Landon was—to no one's surprise—a Wind Artist. He'd been a manaball player in high school until he realized that Combat Artists were far bigger celebrities than athletes. He'd gotten a low score on the shaping exam, but Wind Artists always struggled with that test. Their Missiles were decent, but a wind Construct was about as sturdy as it sounded. And their Cloak techniques offered little besides mobility.
Still, A Wind Cloak was better than no Cloak at all. And the fact that Landon had made it this far proved his skill.
Poor Akari might be in for a rough fight.
The two contestants bowed to one another and took their places in the starting rings. Camila pressed a button to activate the dream sigils, and the padded floor vanished beneath them, revealing an ancient stone ruin. Water fell from the upper levels, flowing in a circular canal around them.
Landon looked the same as before. These generators didn't include any armor, so ...
Kalden paused as he turned to face Akari. She wore shiny black armor from head to heel. Two massive spikes stuck out from her helmet like horns, while smaller spikes protruded from the shoulder pads. Each one shone with fire mana, and a cloud of dark smoke formed around her.

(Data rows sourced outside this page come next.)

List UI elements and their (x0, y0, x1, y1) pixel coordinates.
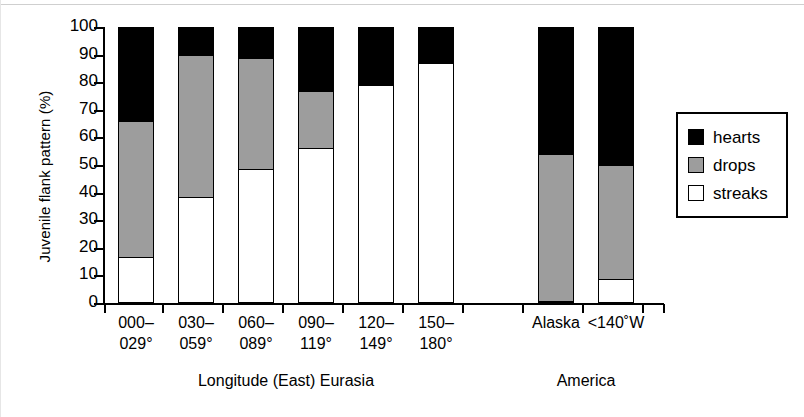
legend: heartsdropsstreaks (676, 112, 788, 218)
legend-item-drops[interactable]: drops (688, 151, 776, 179)
bar-segment-hearts (599, 28, 633, 165)
bar-segment-hearts (299, 28, 333, 91)
y-tick-label: 60 (50, 126, 98, 145)
bar-segment-drops (119, 121, 153, 258)
x-axis-spine (103, 303, 664, 305)
bar-segment-drops (539, 154, 573, 302)
x-category-label: <140˚W (556, 312, 676, 333)
bar-segment-hearts (359, 28, 393, 86)
stacked-bar[interactable] (238, 27, 274, 303)
legend-label: streaks (713, 184, 768, 203)
bar-segment-streaks (239, 170, 273, 302)
bar-segment-drops (599, 165, 633, 280)
legend-item-hearts[interactable]: hearts (688, 123, 776, 151)
bar-segment-streaks (119, 258, 153, 302)
y-tick-label: 30 (50, 209, 98, 228)
bar-segment-streaks (599, 280, 633, 302)
stacked-bar[interactable] (538, 27, 574, 303)
y-axis-spine (103, 27, 105, 304)
figure-canvas: Juvenile flank pattern (%) 0102030405060… (0, 0, 804, 417)
x-group-label: America (446, 372, 726, 390)
legend-swatch-hearts-icon (688, 129, 704, 145)
y-tick-label: 0 (50, 292, 98, 311)
bar-segment-drops (239, 58, 273, 170)
y-tick-label: 90 (50, 44, 98, 63)
bar-segment-hearts (179, 28, 213, 55)
scan-top-rule (0, 4, 804, 5)
y-tick-label: 50 (50, 154, 98, 173)
bar-segment-streaks (419, 64, 453, 302)
bar-segment-hearts (539, 28, 573, 154)
stacked-bar[interactable] (418, 27, 454, 303)
bar-segment-hearts (419, 28, 453, 64)
y-tick-label: 10 (50, 264, 98, 283)
bar-segment-streaks (299, 149, 333, 302)
legend-item-streaks[interactable]: streaks (688, 179, 776, 207)
y-tick-label: 100 (50, 16, 98, 35)
x-group-label: Longitude (East) Eurasia (146, 372, 426, 390)
bar-segment-streaks (359, 86, 393, 302)
y-tick-label: 80 (50, 71, 98, 90)
y-tick-label: 20 (50, 237, 98, 256)
stacked-bar[interactable] (298, 27, 334, 303)
scan-left-rule (0, 0, 1, 417)
legend-label: hearts (713, 128, 760, 147)
legend-label: drops (713, 156, 756, 175)
stacked-bar[interactable] (178, 27, 214, 303)
y-tick-label: 70 (50, 99, 98, 118)
stacked-bar[interactable] (118, 27, 154, 303)
plot-area: 0102030405060708090100 (104, 27, 664, 303)
legend-swatch-drops-icon (688, 157, 704, 173)
stacked-bar[interactable] (358, 27, 394, 303)
y-tick-label: 40 (50, 182, 98, 201)
bar-segment-hearts (239, 28, 273, 58)
x-category-label: 150– 180° (398, 312, 474, 354)
bar-segment-drops (299, 91, 333, 149)
legend-swatch-streaks-icon (688, 185, 704, 201)
stacked-bar[interactable] (598, 27, 634, 303)
bar-segment-hearts (119, 28, 153, 121)
bar-segment-streaks (179, 198, 213, 302)
bar-segment-drops (179, 55, 213, 197)
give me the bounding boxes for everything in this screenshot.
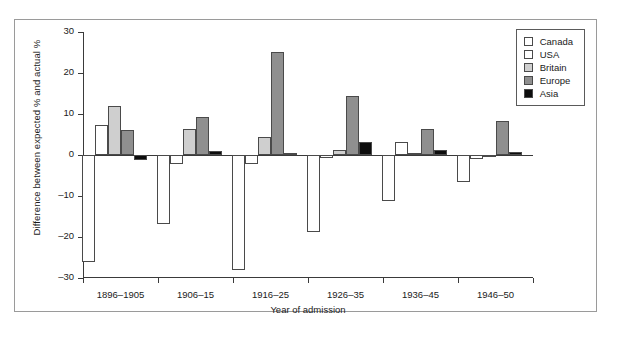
bar-usa-3 bbox=[320, 155, 333, 158]
y-axis-tick-label: 0 bbox=[69, 148, 74, 159]
x-axis-tick bbox=[308, 278, 309, 283]
legend-item-usa[interactable]: USA bbox=[524, 48, 573, 61]
y-axis-tick-label: 20 bbox=[63, 66, 74, 77]
bar-usa-1 bbox=[170, 155, 183, 164]
y-axis-tick-label: –20 bbox=[58, 230, 74, 241]
legend-item-europe[interactable]: Europe bbox=[524, 74, 573, 87]
legend-swatch-usa-icon bbox=[524, 50, 533, 59]
bar-europe-2 bbox=[271, 52, 284, 155]
bar-canada-2 bbox=[232, 155, 245, 270]
bar-britain-2 bbox=[258, 137, 271, 155]
bar-asia-1 bbox=[209, 151, 222, 155]
x-axis-tick bbox=[533, 278, 534, 283]
x-axis-tick bbox=[158, 278, 159, 283]
plot-area: 3020100–10–20–30 1896–19051906–151916–25… bbox=[83, 32, 533, 278]
bar-britain-5 bbox=[483, 155, 496, 157]
y-axis-title: Difference between expected % and actual… bbox=[31, 13, 42, 263]
x-axis-tick bbox=[233, 278, 234, 283]
bar-britain-4 bbox=[408, 153, 421, 155]
bar-canada-1 bbox=[157, 155, 170, 224]
legend: CanadaUSABritainEuropeAsia bbox=[516, 29, 585, 106]
bar-usa-5 bbox=[470, 155, 483, 159]
legend-item-britain[interactable]: Britain bbox=[524, 61, 573, 74]
bar-canada-0 bbox=[82, 155, 95, 262]
bar-canada-3 bbox=[307, 155, 320, 232]
bar-europe-3 bbox=[346, 96, 359, 155]
legend-label: Europe bbox=[540, 75, 571, 86]
bar-britain-1 bbox=[183, 129, 196, 155]
bar-usa-2 bbox=[245, 155, 258, 164]
y-axis-tick-label: 30 bbox=[63, 25, 74, 36]
bar-usa-0 bbox=[95, 125, 108, 155]
bar-canada-5 bbox=[457, 155, 470, 182]
x-axis-title: Year of admission bbox=[83, 304, 533, 315]
y-axis-tick-label: 10 bbox=[63, 107, 74, 118]
x-axis-category-label: 1946–50 bbox=[477, 289, 514, 300]
bar-britain-3 bbox=[333, 150, 346, 155]
legend-swatch-britain-icon bbox=[524, 63, 533, 72]
figure-frame: Difference between expected % and actual… bbox=[14, 19, 597, 312]
y-axis-tick-label: –10 bbox=[58, 189, 74, 200]
bar-asia-3 bbox=[359, 142, 372, 155]
bar-europe-0 bbox=[121, 130, 134, 155]
legend-item-canada[interactable]: Canada bbox=[524, 35, 573, 48]
legend-item-asia[interactable]: Asia bbox=[524, 87, 573, 100]
legend-swatch-asia-icon bbox=[524, 89, 533, 98]
bar-asia-0 bbox=[134, 155, 147, 160]
bar-europe-5 bbox=[496, 121, 509, 155]
x-axis-category-label: 1936–45 bbox=[402, 289, 439, 300]
y-axis-tick: 30 bbox=[78, 32, 83, 33]
bar-asia-4 bbox=[434, 150, 447, 155]
x-axis-tick bbox=[383, 278, 384, 283]
x-axis-tick bbox=[458, 278, 459, 283]
bar-britain-0 bbox=[108, 106, 121, 155]
legend-swatch-canada-icon bbox=[524, 37, 533, 46]
x-axis-category-label: 1906–15 bbox=[177, 289, 214, 300]
y-axis-tick-label: –30 bbox=[58, 271, 74, 282]
y-axis-tick: 20 bbox=[78, 73, 83, 74]
bar-canada-4 bbox=[382, 155, 395, 201]
legend-label: USA bbox=[540, 49, 560, 60]
x-axis-tick bbox=[83, 278, 84, 283]
x-axis-category-label: 1926–35 bbox=[327, 289, 364, 300]
bar-asia-5 bbox=[509, 152, 522, 155]
bar-usa-4 bbox=[395, 142, 408, 155]
bar-europe-1 bbox=[196, 117, 209, 155]
legend-label: Asia bbox=[540, 88, 558, 99]
legend-swatch-europe-icon bbox=[524, 76, 533, 85]
bar-europe-4 bbox=[421, 129, 434, 155]
legend-label: Britain bbox=[540, 62, 567, 73]
legend-label: Canada bbox=[540, 36, 573, 47]
y-axis-tick: 10 bbox=[78, 114, 83, 115]
x-axis-category-label: 1896–1905 bbox=[97, 289, 145, 300]
bar-asia-2 bbox=[284, 153, 297, 155]
x-axis-category-label: 1916–25 bbox=[252, 289, 289, 300]
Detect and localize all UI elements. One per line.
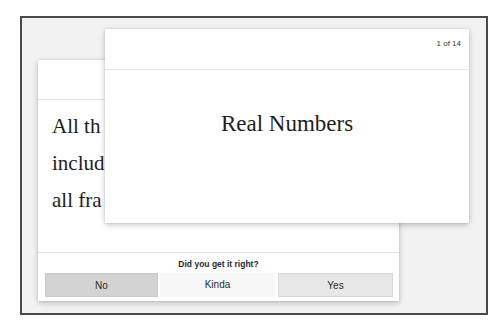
no-button[interactable]: No	[45, 273, 158, 297]
feedback-footer: Did you get it right? No Kinda Yes	[38, 252, 399, 301]
feedback-prompt: Did you get it right?	[38, 259, 399, 269]
card-counter: 1 of 14	[437, 39, 461, 48]
yes-button[interactable]: Yes	[278, 273, 393, 297]
flashcard-viewer-frame: All th includ all fra Did you get it rig…	[20, 16, 488, 315]
feedback-button-row: No Kinda Yes	[45, 273, 393, 297]
flashcard-front[interactable]: 1 of 14 Real Numbers	[105, 29, 469, 223]
kinda-button[interactable]: Kinda	[160, 273, 275, 297]
front-card-header: 1 of 14	[105, 29, 469, 70]
question-text: Real Numbers	[105, 111, 469, 137]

The armor made her look like the villain from a Mana Arts movie, and that wasn't even the craziest part. She stood behind a heavy machine gun on a tripod stand. Not only would this be illegal in most duels, but it probably weighed over a hundred pounds and required a whole team to lift and maintain it.
Kalden knew little about firearms, but he’d heard of special, sigilcrafted bullets that could pierce an Apprentice's skin. Some bullets could even pierce Cloak techniques, but those were far too expensive to be practical.
In a real fight, at least. But this was dream mana, and money was no object.
"What the hell is that?" someone muttered to Kalden's left.
Kalden hid his grin behind his hand. "That's Akari being Akari." In fact, this might be the most Akari-like thing she'd ever done. Cheating on the admissions exam didn't count—that had mostly been Glim's doing. But this was all her.
The match started a heartbeat later. Landon activated his Wind Cloak and shot two Missiles into the stone floor. The blast hurled him upward, and he flew toward the ceiling.
But Akari had predicted this. Bullets erupted from her machine gun, shell casings flew around her, and her opponent soared straight into that metal storm.
Akari patted the machine gun affectionately as her opponent faded to white mist. The match timer had barely reached two full seconds before it announced her victory.